The Long March - Poem by Mao Zedong
Chinese Poetry
The Long March
by
Mao Zedong

The Long March
The Long March (October 1934 – October 1935) was an historic journey of 6,000 miles, in which Communist army forces fled their bases in Jiangxi province in south China. Surrounded by the Nationalist army of Chiang Kai-shek, some 80,000 soldiers of the Red Army escaped and headed north. Only 8,000 to 9,000 survived the trek, which ended in the establishment of a new Communist base in Yan'an. The Long March became the central event in Chinese revolutionary mythology. It became a metaphor for the revolution itself, and was a source of inspiration for Red Guards on their own "new long marches."

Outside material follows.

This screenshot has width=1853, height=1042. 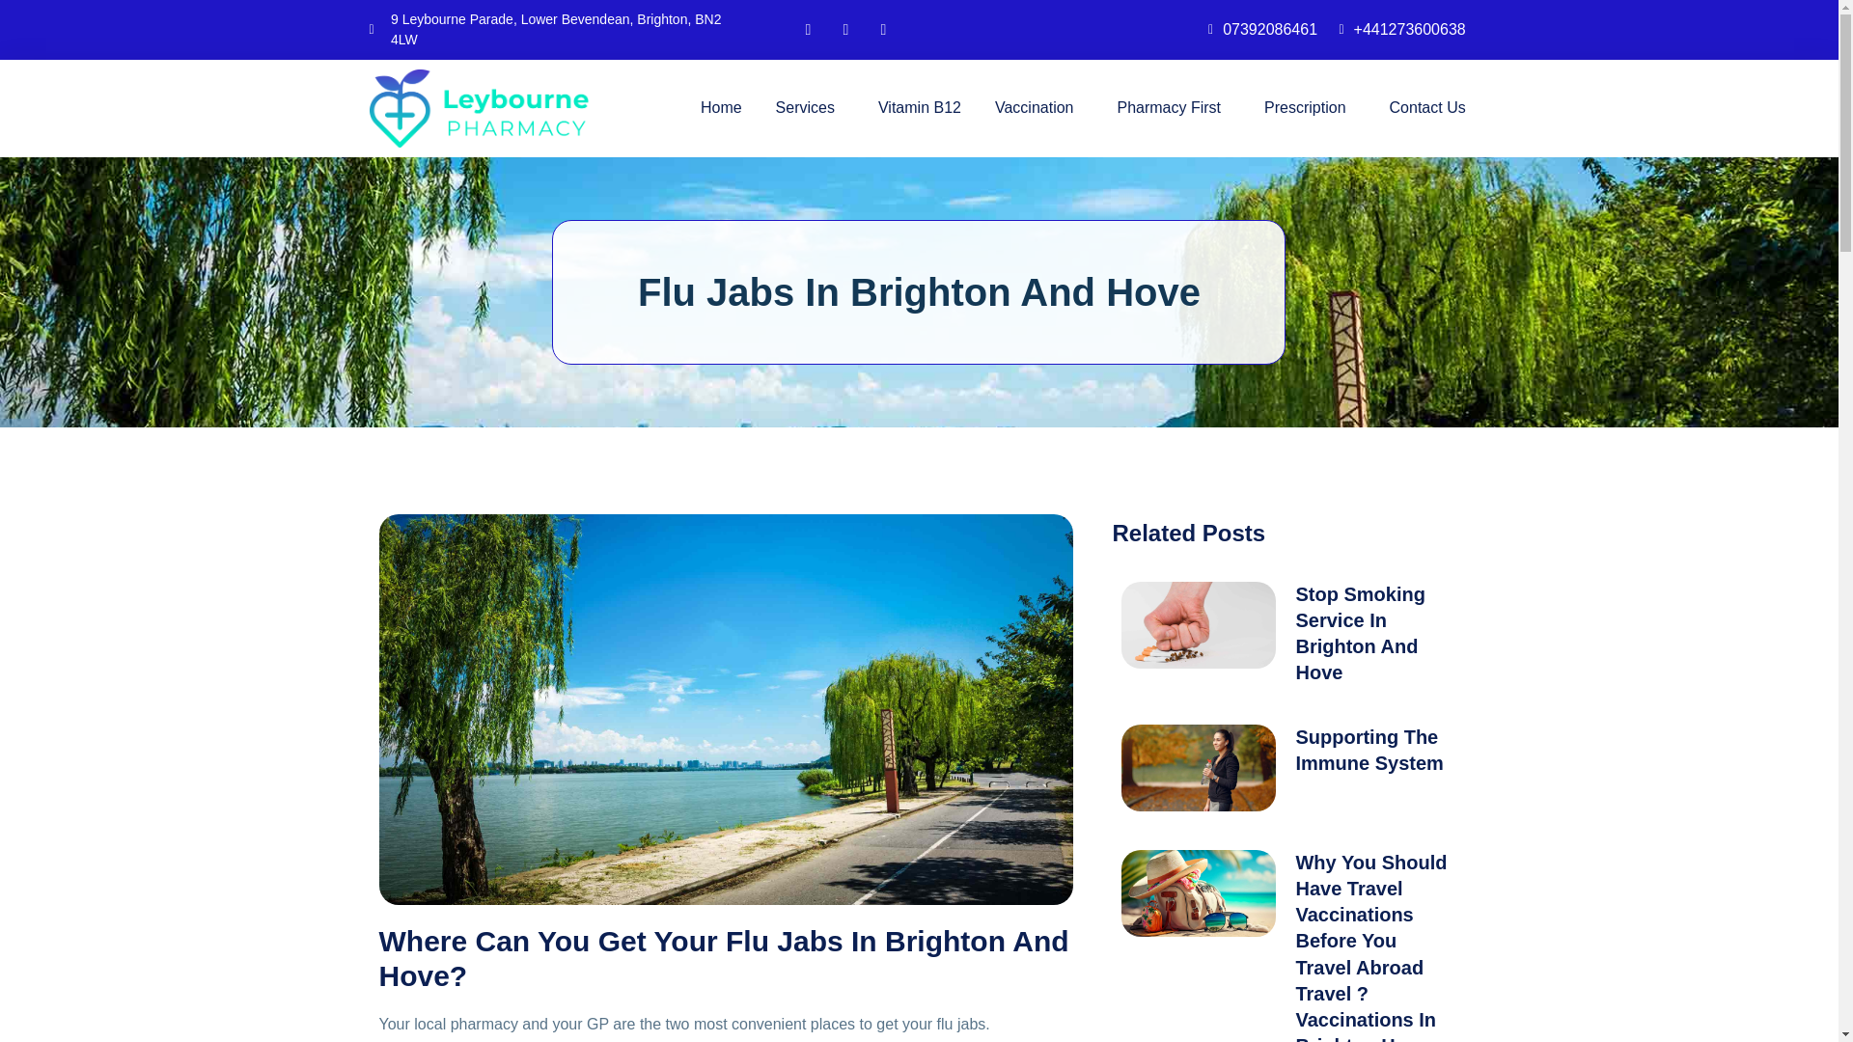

Mao Zedong eulogized the Long March in a poem:
红军不怕远征难,万水千山只等闲。
五岭逶迤腾细浪,乌蒙磅礴走泥丸。
金沙水拍云崖暖,大渡桥横铁索寒。
更喜岷山千里雪,三军过后尽开颜。
THE LONG MARCH
A lu shih
October 1935
The Red Army fears not the trials of the March,
Holding light ten thousand crags and torrents.
The Five Ridges wind like gentle ripples
And the majestic Wumeng roll by, globules of clay.
Warm the steep cliffs lapped by the waters of Golden Sand,
Cold the iron chains spanning the Tatu River.
Minshan's thousand li of snow joyously crossed,
The three Armies march on, each face glowing.